In just 90 minutes, the Japanese had inflicted a devastating blow: five battleships were sunk, three battleships, three cruisers, and three destroyers were damaged, and nearly 200 aircraft were destroyed. The most devastating loss was the 2,403 Americans killed and 1,178 wounded. Michael Slackman, a consulting historian to the U.S. Navy, described the attack as “almost textbook perfect” in his book Target: Pearl Harbor (1990). Gordon Prange, the battle’s leading historian, judged it “brilliantly conceived and meticulously planned.” Another prominent historian, Robert L. O’Connell, author of Sacred Vessels: The Cult of the Battleship and the Rise of the U.S. Navy (1995), likened it to the perfection of a “flashing samurai sword.” Even the recorded narration on a Pearl Harbor tour boat says the attack was “brilliantly conceived and executed.” Yet a detailed examination of the preparation and execution of the attack on the Pacific Fleet reveals a much different story.

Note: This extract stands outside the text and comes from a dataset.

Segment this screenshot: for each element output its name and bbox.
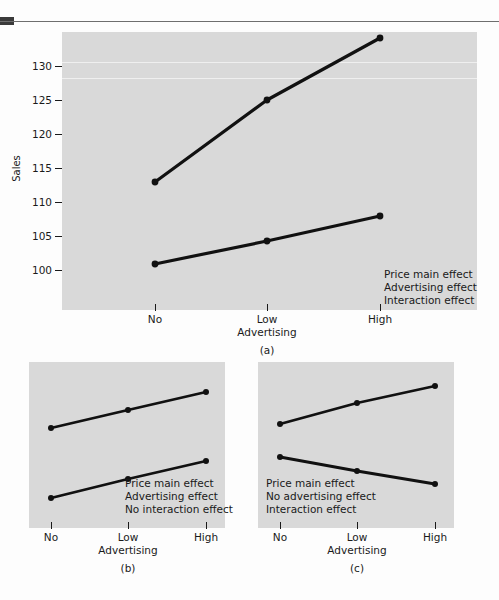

Even after 10 months of arduous planning, rehearsal, and intelligence gathering, the attack was plagued by inflexibility, a lack of coordination, and misallocated resources. A plan for a likely contingency was cobbled together by three midgrade officers while en route to Hawaii. The attack itself suffered significant command blunders. Though armed with enough firepower to destroy up to 14 battleships and aircraft carriers, the Japanese landed killing hits on only three battleships; luck, combined with American damage control mistakes, added two more battleships to their tally. Not only was the Japanese attack on Pearl Harbor far from brilliant, it also narrowly avoided disaster.

Oscars Voter Says ‘There Was No Art To Selma,’ And Other Idiotic Things [Vince Mancini on FilmDrunk] (2/18/15)

This person is actually using the studio’s Oscar campaign as a basis for their Oscar vote. This article is an artist’s suicide note.

10 Worst Misconceptions About Medieval Life You’d Get From Fantasy Books [Lauren Davis on io9] (2/20/15)

Actually, if you were a high-ranking individual, chances are that you had high-ranking servants. A lord might send his son to serve in another lord’s manor — perhaps that of his wife’s brother. The son would receive no income, but would still be treated as the son of a lord. A lord’s steward might actually be a lord himself. Your status in society isn’t just based on whether or not you were a servant, but also your familial status, whom you served, and what your particular job was. Something you might not expect about servants in English households in the late Middle Ages: they were overwhelmingly male. Mortimer points to the earl of Devon’s household, which had 135 members, but only three women. With the exception of a washerwoman (who didn’t live in the household), the staffers were all men, even in households headed by women.